Instructions
Phase II
In this phase, we wish to see
the effect of scheduling policies on the throughput under different transport
protocols.
- Consider the following network topology.
There is a CBR (Constant
Bit Rate) connection (which uses UDP) from node A to node D sending at a rate
of 3 Mbps. (You may want to set random_
to 1 to get rid of synchronization.) There is another connection from node B to
node D which generates Exponential On/Off traffic (Please refer to part
on Traffic generators in the NS Documentation) over UDP, with an
average burst time of 500 ms and average idle time of 500ms with the burst
rate equal to 6 Mbps. Assume that all packets are 1000 bytes in length.
Provide the graphs for the throughput for both the
connections as a function of time for the following two cases.
- FCFS
scheduler at node C. Assume that link C-D has a drop-tail queue of
length = 40.
- Round
Robin Scheduler at node C. Implement the two connections as
belonging to different traffic classes (This sample code
should be helpful). Also, assume drop-tail queues for each class of
length = 20 (each).
For each of the parts above, answer the following question:
- Are the throughputs for the
two connections fair? Why or why not? Please provide a clear reason. You
may attach relevant plots to support your argument.
- We now
consider the topology shown below.
There is an FTP/TCP (TCP Reno) flow from A1 to D1 and another from A2 to
D2. Note that the propagation delay from A1 to D1 is twice as large as the
propagation delay from A2 to D2. Assume that each packet is 1250 bytes in
length. This is the same question as the part 2 in phase 1. The difference
in this case is we wish to implement a Round Robin Scheduler at B. Assume
that the queue for each class at B can hold upto 130 packets. Run the
simulation for 1500 seconds.
- Please
provide a graph of the window size as a function of time.
- Also,
provide a graph of the throughput obtained as a function of time.
Now answer the following questions:
·
How does the round-robin scheduling compare to
the case of FCFS scheduling at node B?
·
Does it lead to equal rates (fairness) for the
two flows in spite of a difference in RTTs?
·
If it is fair, why is it so? If not, why not?
Tips
- Avoid
using the trace-all/namtrace-all feature for
long simulations -- it will fill up your disk quota.
- For
all simulations, set window_ variable for all TCP agents to 100000 to ensure
that the receiver window size does not become a bottleneck.
- Sections
on “Queue Management and Packet Scheduling” and
“Traffic Generators” in the NS Documentation should be useful
for this project.
Project Submission
Phase II
Submit a report along with the
ns-2 scripts used together in a single tar file. Email the tar file to ee122-ta@imail.eecs.berkeley.edu,
ee122-tb@imail.eecs.berkeley.edu
with the subject line as "EE122 Project Phase II" by 11.59 pm, April 11, 2006.
Resources
- ns-2 is installed on the instructional machines
under /share/instsww/pkg/ns-allinone-2.27-fasttcp. To run it from
your account make sure to
add /share/instsww/ns-allinone-2.27-fasttcp/bin to the PATH
environment variable and /usr/sww/lib to the
LD_LIBRARY_PATH variable.
- ns-2 online documentation is here.
- gnuplot is a good tool for
generating plots. You will find useful links here.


* [THE PROBLEM]
Character for character, reproduce every entry below.

* [INFORMATION SHOWN]
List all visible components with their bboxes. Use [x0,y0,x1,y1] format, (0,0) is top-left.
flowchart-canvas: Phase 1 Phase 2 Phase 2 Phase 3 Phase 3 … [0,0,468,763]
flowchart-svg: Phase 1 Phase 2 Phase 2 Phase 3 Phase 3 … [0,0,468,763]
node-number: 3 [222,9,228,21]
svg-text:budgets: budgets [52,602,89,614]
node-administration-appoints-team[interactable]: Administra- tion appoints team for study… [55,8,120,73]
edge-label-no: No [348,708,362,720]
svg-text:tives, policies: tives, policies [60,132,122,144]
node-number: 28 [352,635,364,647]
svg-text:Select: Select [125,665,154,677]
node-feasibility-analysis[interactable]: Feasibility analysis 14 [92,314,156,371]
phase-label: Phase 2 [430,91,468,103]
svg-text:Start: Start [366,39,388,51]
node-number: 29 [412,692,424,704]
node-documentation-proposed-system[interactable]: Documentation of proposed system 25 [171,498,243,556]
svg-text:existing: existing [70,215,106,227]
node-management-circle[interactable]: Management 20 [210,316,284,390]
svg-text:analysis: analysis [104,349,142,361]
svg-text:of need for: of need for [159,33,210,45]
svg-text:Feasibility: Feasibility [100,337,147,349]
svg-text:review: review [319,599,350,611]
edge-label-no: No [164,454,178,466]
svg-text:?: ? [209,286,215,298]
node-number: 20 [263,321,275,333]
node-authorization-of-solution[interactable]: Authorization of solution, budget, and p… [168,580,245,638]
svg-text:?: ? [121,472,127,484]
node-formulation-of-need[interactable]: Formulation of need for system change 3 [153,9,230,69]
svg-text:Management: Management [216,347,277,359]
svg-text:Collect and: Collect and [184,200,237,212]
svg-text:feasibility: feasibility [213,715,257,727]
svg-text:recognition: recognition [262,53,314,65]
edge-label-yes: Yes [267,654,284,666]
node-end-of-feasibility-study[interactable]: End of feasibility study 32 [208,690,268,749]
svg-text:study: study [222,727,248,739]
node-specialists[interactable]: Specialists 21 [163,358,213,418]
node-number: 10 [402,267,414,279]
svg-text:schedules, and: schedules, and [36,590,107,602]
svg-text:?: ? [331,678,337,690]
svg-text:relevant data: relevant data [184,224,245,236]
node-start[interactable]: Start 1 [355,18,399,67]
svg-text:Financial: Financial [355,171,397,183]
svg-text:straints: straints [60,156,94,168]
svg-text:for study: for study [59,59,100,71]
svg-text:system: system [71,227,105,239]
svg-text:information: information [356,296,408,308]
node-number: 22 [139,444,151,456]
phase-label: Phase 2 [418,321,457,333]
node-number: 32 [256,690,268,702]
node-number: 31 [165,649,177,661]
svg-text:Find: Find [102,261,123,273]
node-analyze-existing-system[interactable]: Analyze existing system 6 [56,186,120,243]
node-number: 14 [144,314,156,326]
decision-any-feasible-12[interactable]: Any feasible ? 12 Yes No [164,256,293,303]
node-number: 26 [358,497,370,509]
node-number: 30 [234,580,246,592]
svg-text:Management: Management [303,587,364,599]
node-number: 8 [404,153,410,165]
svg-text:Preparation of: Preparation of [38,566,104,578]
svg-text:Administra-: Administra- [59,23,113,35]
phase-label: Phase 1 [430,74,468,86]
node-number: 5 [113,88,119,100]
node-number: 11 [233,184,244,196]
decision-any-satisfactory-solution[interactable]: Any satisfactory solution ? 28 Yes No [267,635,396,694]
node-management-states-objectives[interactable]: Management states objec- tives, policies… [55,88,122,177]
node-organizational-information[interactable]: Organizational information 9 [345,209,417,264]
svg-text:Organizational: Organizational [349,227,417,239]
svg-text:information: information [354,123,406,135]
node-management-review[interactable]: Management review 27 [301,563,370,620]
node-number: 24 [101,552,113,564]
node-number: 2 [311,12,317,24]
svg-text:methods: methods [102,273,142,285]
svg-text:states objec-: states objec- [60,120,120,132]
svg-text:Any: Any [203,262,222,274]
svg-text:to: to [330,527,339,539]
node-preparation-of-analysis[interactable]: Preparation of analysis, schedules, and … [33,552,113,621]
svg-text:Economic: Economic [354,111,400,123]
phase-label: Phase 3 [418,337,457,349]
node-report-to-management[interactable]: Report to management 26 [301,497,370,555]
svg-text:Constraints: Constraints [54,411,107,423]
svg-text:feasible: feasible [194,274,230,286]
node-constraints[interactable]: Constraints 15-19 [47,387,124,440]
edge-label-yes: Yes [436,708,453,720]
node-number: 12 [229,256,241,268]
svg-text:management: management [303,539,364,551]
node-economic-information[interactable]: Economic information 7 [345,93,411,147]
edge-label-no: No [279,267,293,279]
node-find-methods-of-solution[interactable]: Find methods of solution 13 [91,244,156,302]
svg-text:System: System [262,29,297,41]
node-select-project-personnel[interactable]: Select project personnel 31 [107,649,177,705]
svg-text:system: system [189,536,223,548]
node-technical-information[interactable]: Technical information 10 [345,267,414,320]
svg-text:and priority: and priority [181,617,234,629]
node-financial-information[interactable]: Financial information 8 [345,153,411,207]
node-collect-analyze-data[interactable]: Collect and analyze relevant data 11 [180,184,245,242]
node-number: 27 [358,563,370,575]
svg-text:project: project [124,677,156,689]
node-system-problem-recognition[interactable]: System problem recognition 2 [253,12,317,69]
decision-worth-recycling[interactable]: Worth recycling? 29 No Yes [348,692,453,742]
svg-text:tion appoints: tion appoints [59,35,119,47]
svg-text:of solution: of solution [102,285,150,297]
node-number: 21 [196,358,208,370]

* [YOUR RESPONSE]
List all visible components with their bboxes. Use [x0,y0,x1,y1] format, (0,0) is top-left.
flowchart-canvas: Phase 1 Phase 2 Phase 2 Phase 3 Phase 3 … [0,0,468,763]
flowchart-svg: Phase 1 Phase 2 Phase 2 Phase 3 Phase 3 … [0,0,468,763]
node-number: 3 [222,9,228,21]
svg-text:budgets: budgets [52,602,89,614]
node-administration-appoints-team[interactable]: Administra- tion appoints team for study… [55,8,120,73]
edge-label-no: No [348,708,362,720]
svg-text:tives, policies: tives, policies [60,132,122,144]
node-number: 28 [352,635,364,647]
svg-text:Select: Select [125,665,154,677]
node-feasibility-analysis[interactable]: Feasibility analysis 14 [92,314,156,371]
phase-label: Phase 2 [430,91,468,103]
svg-text:Start: Start [366,39,388,51]
node-number: 29 [412,692,424,704]
node-documentation-proposed-system[interactable]: Documentation of proposed system 25 [171,498,243,556]
svg-text:existing: existing [70,215,106,227]
node-management-circle[interactable]: Management 20 [210,316,284,390]
svg-text:analysis: analysis [104,349,142,361]
svg-text:of need for: of need for [159,33,210,45]
svg-text:Feasibility: Feasibility [100,337,147,349]
svg-text:review: review [319,599,350,611]
edge-label-no: No [164,454,178,466]
svg-text:?: ? [209,286,215,298]
node-number: 20 [263,321,275,333]
node-authorization-of-solution[interactable]: Authorization of solution, budget, and p… [168,580,245,638]
svg-text:?: ? [121,472,127,484]
node-formulation-of-need[interactable]: Formulation of need for system change 3 [153,9,230,69]
svg-text:Management: Management [216,347,277,359]
svg-text:Collect and: Collect and [184,200,237,212]
svg-text:feasibility: feasibility [213,715,257,727]
svg-text:recognition: recognition [262,53,314,65]
edge-label-yes: Yes [267,654,284,666]
node-end-of-feasibility-study[interactable]: End of feasibility study 32 [208,690,268,749]
svg-text:study: study [222,727,248,739]
node-specialists[interactable]: Specialists 21 [163,358,213,418]
node-number: 10 [402,267,414,279]
svg-text:schedules, and: schedules, and [36,590,107,602]
svg-text:?: ? [331,678,337,690]
svg-text:relevant data: relevant data [184,224,245,236]
node-start[interactable]: Start 1 [355,18,399,67]
svg-text:Financial: Financial [355,171,397,183]
svg-text:straints: straints [60,156,94,168]
svg-text:for study: for study [59,59,100,71]
svg-text:system: system [71,227,105,239]
svg-text:information: information [356,296,408,308]
node-number: 22 [139,444,151,456]
phase-label: Phase 2 [418,321,457,333]
node-number: 32 [256,690,268,702]
node-number: 31 [165,649,177,661]
svg-text:Find: Find [102,261,123,273]
node-analyze-existing-system[interactable]: Analyze existing system 6 [56,186,120,243]
node-number: 14 [144,314,156,326]
decision-any-feasible-12[interactable]: Any feasible ? 12 Yes No [164,256,293,303]
node-number: 26 [358,497,370,509]
node-number: 30 [234,580,246,592]
svg-text:Management: Management [303,587,364,599]
node-number: 8 [404,153,410,165]
svg-text:Preparation of: Preparation of [38,566,104,578]
svg-text:Administra-: Administra- [59,23,113,35]
phase-label: Phase 1 [430,74,468,86]
node-number: 5 [113,88,119,100]
node-number: 11 [233,184,244,196]
decision-any-satisfactory-solution[interactable]: Any satisfactory solution ? 28 Yes No [267,635,396,694]
node-management-states-objectives[interactable]: Management states objec- tives, policies… [55,88,122,177]
node-organizational-information[interactable]: Organizational information 9 [345,209,417,264]
svg-text:Organizational: Organizational [349,227,417,239]
svg-text:information: information [354,123,406,135]
node-management-review[interactable]: Management review 27 [301,563,370,620]
node-number: 24 [101,552,113,564]
node-number: 2 [311,12,317,24]
svg-text:methods: methods [102,273,142,285]
svg-text:states objec-: states objec- [60,120,120,132]
svg-text:Any: Any [203,262,222,274]
svg-text:to: to [330,527,339,539]
node-preparation-of-analysis[interactable]: Preparation of analysis, schedules, and … [33,552,113,621]
svg-text:Economic: Economic [354,111,400,123]
phase-label: Phase 3 [418,337,457,349]
node-report-to-management[interactable]: Report to management 26 [301,497,370,555]
svg-text:Constraints: Constraints [54,411,107,423]
svg-text:feasible: feasible [194,274,230,286]
node-constraints[interactable]: Constraints 15-19 [47,387,124,440]
edge-label-yes: Yes [436,708,453,720]
node-number: 12 [229,256,241,268]
svg-text:management: management [303,539,364,551]
node-economic-information[interactable]: Economic information 7 [345,93,411,147]
edge-label-no: No [279,267,293,279]
node-find-methods-of-solution[interactable]: Find methods of solution 13 [91,244,156,302]
svg-text:System: System [262,29,297,41]
node-select-project-personnel[interactable]: Select project personnel 31 [107,649,177,705]
svg-text:system: system [189,536,223,548]
node-technical-information[interactable]: Technical information 10 [345,267,414,320]
svg-text:and priority: and priority [181,617,234,629]
node-financial-information[interactable]: Financial information 8 [345,153,411,207]
node-collect-analyze-data[interactable]: Collect and analyze relevant data 11 [180,184,245,242]
node-number: 27 [358,563,370,575]
svg-text:project: project [124,677,156,689]
node-system-problem-recognition[interactable]: System problem recognition 2 [253,12,317,69]
decision-worth-recycling[interactable]: Worth recycling? 29 No Yes [348,692,453,742]
svg-text:tion appoints: tion appoints [59,35,119,47]
svg-text:of solution: of solution [102,285,150,297]
node-number: 21 [196,358,208,370]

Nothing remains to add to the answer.